Split / Swati Avasthi

Welcome to page 2!

Okay, now that you’ve clicked through, here’s my first issue. What triggers Jace to confront him is that Jace hits his own girlfriend in instinctual rage, and he sees what kind of person he’s turning into. So confronts dad, which ends badly and Jace leaves. Jace’s violence has a very different character than his father’s. Jace is emotional, losing control momentarily. It’s opportunistic. Walter Witherspoon’s violence, while very angry, is calculating. He plans his attacks. He maintains them for days.

This isn’t wrong, but it feels incomplete, particularly in comparison. Because this is told from Jace’s perspective, we get to see his thinking as he goes through this. But even with Christian, a reader can see his struggles with anger and judgement from the outside of his head. But the perspective on Judge Witherspoon’s thought processes isn’t visible. Does he just like causing pain? Is it that he does not know how to assert control in other ways? The violence I’ve had experience with always had an element of emotional loss of control, which isn’t apparent for Daddy Witherspoon. Every other character gets his or her motivations told or shown, except him, and he acts in ways I don’t understand. Which isn’t to say he’s wrong written. Just that he’s somewhat of a cipher. Perhaps a re-read would expose some more subtle things to me. Perhaps in time.

The second item which causes me some pause is the ending. Parts of the resolution seem conveniently timed as if this were an A.B.C. After School Special that needs to wrap everything up neatly by the top of the hour. Again, it’s not wrong exactly. That Jace and Christian appear to have near simultaneous epiphanies (thankfully not of the reverse your life instantly variety) at the same time is fairly pat. Perhaps one of Jace or Christian to have his realization a few chapters earlier. Something to make the end less of a simultaneous climax. The end would then be just as nuanced as the rest of the book was.

I love that Avasthi’s characters weren’t able to save their mother. I wasn’t sure whether to expect a horrible ending where one or all three of the Witherspoons incur the wrath of Judge Witherspoon in horrific fashion, or a happier ending where they get mom away in an ugly but successful fashion. I knew not to expect an epiphany from mom after which the three would ride off into the sunset leaving their abusive father behind. That would have been cheap. I read with clenched gut the last few chapters, worried for what might happen to the brothers.

I’m also thrilled that the attempted extraction of their mother from father’s clutches is not the climax of the book. That pinnacle would only have been appropriate were the point of the book about escaping abuse. It is not. It’s about the aftermath of abuse, and so it’s perfect mother’s freedom be merely a (big) step in the lives of her sons. It’s a MacGuffin. A highly tied in to the nature of the quest MacGuffin, but a MacGuffin nonetheless. This is good.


• _Required action_: Scan the listing below for the string "MINNESOTA" and copy each line where it turns up.
[Opening Dataset excerpts section]
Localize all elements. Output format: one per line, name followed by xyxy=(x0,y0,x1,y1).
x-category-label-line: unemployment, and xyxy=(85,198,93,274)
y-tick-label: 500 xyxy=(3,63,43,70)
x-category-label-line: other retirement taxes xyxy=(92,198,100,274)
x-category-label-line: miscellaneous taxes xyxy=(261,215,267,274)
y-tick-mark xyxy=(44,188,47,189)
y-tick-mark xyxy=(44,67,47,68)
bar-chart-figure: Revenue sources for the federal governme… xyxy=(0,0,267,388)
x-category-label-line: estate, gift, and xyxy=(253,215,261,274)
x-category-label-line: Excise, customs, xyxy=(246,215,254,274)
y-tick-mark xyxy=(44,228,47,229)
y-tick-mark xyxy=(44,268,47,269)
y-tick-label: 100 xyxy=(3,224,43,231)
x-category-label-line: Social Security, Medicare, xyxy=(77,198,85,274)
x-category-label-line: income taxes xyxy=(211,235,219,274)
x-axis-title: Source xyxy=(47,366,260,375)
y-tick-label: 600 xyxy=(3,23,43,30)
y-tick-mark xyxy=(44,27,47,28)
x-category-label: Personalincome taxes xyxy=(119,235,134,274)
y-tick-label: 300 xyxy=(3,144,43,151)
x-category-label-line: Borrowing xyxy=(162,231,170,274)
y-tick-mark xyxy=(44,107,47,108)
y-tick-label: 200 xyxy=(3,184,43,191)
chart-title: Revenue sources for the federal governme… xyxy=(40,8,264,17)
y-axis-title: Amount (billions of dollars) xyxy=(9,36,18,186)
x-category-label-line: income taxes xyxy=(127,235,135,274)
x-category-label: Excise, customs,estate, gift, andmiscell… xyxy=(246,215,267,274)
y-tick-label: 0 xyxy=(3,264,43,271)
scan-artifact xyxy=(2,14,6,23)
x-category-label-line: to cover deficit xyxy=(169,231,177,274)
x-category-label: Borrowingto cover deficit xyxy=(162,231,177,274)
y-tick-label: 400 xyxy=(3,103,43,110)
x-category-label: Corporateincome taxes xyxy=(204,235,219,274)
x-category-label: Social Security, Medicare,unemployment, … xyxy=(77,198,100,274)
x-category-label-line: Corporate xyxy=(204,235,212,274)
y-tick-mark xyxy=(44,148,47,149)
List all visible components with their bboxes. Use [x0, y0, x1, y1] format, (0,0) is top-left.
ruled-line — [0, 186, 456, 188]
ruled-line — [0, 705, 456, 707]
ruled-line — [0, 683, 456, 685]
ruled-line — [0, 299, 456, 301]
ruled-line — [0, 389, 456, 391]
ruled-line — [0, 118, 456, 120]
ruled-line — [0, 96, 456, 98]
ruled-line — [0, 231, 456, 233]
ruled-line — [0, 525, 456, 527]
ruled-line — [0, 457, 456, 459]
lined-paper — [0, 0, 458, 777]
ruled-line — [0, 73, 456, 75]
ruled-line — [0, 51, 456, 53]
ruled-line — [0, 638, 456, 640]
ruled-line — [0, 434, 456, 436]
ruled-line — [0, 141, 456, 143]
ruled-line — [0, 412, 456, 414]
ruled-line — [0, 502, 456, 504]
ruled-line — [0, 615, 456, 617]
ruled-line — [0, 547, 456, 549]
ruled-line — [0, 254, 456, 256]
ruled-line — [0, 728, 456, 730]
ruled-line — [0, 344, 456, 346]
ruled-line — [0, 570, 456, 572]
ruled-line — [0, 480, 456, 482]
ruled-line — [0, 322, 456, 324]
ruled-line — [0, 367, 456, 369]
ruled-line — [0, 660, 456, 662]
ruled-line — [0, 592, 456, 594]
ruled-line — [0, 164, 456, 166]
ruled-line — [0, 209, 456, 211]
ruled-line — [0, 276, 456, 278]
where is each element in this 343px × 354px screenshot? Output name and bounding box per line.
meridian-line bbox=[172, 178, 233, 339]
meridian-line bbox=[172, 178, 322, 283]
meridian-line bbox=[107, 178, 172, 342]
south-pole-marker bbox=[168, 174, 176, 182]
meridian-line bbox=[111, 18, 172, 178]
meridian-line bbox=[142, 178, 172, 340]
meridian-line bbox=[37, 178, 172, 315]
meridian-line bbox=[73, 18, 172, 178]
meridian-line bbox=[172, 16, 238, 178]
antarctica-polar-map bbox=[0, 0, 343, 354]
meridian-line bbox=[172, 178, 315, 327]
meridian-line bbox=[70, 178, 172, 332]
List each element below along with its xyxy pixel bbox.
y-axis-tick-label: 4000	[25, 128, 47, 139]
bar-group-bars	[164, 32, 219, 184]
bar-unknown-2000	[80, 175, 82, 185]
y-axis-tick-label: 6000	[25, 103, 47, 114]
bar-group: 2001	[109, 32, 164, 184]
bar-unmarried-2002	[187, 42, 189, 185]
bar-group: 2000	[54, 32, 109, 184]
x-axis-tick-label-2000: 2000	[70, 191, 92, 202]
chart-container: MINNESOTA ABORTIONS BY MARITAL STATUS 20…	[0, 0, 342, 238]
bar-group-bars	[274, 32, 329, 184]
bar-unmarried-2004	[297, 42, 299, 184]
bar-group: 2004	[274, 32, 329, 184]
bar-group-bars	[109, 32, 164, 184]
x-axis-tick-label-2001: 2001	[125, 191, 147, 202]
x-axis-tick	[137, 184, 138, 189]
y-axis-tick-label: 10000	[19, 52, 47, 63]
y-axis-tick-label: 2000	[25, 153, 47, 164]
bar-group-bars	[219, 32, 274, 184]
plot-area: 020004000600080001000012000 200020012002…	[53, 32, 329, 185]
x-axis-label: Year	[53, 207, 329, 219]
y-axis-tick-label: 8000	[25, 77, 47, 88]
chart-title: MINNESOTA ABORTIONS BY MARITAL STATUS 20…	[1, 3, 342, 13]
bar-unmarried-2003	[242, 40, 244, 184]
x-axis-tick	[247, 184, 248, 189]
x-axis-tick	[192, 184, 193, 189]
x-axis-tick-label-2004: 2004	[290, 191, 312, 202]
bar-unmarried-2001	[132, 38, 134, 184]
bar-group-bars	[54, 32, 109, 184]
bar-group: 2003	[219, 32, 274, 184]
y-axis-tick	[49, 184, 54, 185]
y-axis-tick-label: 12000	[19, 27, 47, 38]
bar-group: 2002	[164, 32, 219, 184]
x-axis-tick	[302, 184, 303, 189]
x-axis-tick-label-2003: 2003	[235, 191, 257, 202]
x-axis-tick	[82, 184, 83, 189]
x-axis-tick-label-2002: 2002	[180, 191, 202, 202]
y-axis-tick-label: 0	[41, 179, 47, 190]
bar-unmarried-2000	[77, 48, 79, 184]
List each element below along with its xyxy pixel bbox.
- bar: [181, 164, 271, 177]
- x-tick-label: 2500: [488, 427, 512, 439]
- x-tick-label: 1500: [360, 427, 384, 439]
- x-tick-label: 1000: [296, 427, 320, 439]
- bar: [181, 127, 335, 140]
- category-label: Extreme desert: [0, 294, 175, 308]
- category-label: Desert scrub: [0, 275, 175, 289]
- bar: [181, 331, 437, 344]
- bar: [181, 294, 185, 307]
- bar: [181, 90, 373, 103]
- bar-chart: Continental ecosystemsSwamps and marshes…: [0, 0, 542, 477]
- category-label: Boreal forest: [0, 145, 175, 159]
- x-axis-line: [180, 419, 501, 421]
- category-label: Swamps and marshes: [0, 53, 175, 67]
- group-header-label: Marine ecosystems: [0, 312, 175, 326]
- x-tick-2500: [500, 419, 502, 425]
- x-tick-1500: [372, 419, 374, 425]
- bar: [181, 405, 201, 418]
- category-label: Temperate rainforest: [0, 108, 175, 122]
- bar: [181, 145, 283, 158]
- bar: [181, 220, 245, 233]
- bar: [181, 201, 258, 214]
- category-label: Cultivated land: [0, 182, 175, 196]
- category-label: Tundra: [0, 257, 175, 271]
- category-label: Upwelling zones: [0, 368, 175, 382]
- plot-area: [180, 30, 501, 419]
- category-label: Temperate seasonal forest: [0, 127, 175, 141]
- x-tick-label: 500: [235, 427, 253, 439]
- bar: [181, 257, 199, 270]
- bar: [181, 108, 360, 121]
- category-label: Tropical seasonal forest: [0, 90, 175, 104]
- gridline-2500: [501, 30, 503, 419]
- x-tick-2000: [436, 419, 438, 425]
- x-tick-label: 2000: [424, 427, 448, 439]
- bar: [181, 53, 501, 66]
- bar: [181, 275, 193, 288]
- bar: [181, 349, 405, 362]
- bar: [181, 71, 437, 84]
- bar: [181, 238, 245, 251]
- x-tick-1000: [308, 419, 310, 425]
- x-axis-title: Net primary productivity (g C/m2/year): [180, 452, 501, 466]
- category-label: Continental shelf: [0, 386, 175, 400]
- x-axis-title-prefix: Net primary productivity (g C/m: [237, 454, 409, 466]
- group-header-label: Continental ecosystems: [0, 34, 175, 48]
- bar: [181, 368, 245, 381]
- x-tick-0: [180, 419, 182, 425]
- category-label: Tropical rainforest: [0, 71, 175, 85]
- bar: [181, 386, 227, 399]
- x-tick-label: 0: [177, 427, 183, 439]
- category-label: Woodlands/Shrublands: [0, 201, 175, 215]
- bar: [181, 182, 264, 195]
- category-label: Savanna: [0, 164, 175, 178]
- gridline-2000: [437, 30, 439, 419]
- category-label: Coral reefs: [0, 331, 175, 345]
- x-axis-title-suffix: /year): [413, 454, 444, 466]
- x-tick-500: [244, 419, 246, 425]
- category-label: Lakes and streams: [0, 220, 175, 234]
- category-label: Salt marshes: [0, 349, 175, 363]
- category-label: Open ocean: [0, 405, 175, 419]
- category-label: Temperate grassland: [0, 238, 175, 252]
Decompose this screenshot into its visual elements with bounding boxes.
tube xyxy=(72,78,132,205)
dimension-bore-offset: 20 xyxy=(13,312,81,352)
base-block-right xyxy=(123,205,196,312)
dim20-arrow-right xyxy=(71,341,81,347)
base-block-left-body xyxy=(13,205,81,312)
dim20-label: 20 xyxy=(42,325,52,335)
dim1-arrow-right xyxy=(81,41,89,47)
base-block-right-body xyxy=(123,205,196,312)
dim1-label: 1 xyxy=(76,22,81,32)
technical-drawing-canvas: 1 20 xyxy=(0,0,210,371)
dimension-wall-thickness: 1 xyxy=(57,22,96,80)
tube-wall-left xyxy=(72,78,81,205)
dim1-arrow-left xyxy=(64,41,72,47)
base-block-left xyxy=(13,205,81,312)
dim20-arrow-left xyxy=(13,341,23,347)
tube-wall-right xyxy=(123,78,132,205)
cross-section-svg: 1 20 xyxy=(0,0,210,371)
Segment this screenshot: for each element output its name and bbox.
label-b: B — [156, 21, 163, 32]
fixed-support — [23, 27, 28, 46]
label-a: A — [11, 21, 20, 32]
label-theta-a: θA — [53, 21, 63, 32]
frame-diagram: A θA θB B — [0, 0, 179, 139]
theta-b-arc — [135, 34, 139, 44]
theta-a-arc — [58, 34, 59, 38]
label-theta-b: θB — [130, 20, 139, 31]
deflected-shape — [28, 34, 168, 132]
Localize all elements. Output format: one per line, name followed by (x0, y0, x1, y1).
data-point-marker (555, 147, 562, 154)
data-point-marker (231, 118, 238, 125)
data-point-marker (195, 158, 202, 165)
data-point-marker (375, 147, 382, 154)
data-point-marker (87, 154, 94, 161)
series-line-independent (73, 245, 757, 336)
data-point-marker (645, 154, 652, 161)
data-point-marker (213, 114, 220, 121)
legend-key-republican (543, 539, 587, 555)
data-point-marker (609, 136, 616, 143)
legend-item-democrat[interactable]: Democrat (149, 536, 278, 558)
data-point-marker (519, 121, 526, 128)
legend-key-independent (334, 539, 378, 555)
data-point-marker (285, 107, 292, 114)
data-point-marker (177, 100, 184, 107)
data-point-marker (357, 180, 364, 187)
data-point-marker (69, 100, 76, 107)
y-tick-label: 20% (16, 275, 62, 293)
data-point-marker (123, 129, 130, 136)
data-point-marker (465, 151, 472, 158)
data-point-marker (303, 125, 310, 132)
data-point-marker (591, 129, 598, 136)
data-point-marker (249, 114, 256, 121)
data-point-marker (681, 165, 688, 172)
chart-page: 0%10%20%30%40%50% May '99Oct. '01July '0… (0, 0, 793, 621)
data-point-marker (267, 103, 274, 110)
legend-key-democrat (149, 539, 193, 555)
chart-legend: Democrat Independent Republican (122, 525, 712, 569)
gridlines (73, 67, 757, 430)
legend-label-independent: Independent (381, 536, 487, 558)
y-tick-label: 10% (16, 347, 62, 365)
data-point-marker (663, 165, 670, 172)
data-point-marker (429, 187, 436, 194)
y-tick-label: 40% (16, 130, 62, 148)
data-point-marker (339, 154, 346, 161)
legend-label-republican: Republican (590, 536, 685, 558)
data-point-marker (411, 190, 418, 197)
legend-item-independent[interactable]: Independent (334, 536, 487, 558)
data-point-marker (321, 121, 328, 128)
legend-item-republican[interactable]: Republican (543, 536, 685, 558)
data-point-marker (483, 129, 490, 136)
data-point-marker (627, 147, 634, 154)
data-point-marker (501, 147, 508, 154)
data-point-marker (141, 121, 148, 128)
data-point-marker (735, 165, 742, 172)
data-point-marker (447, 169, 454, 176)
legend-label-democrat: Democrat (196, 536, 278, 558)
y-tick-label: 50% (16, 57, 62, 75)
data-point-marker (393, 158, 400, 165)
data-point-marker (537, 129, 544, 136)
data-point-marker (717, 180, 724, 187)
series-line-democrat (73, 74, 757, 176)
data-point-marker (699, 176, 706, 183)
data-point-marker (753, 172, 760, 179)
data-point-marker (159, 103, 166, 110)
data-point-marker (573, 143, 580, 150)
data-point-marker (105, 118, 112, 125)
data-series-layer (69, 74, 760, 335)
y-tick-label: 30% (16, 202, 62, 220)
[Closing Dataset excerpts section]
• _Your solution_:
chart-container: MINNESOTA ABORTIONS BY MARITAL STATUS 20…	[0, 0, 342, 238]
chart-title: MINNESOTA ABORTIONS BY MARITAL STATUS 20…	[1, 3, 342, 13]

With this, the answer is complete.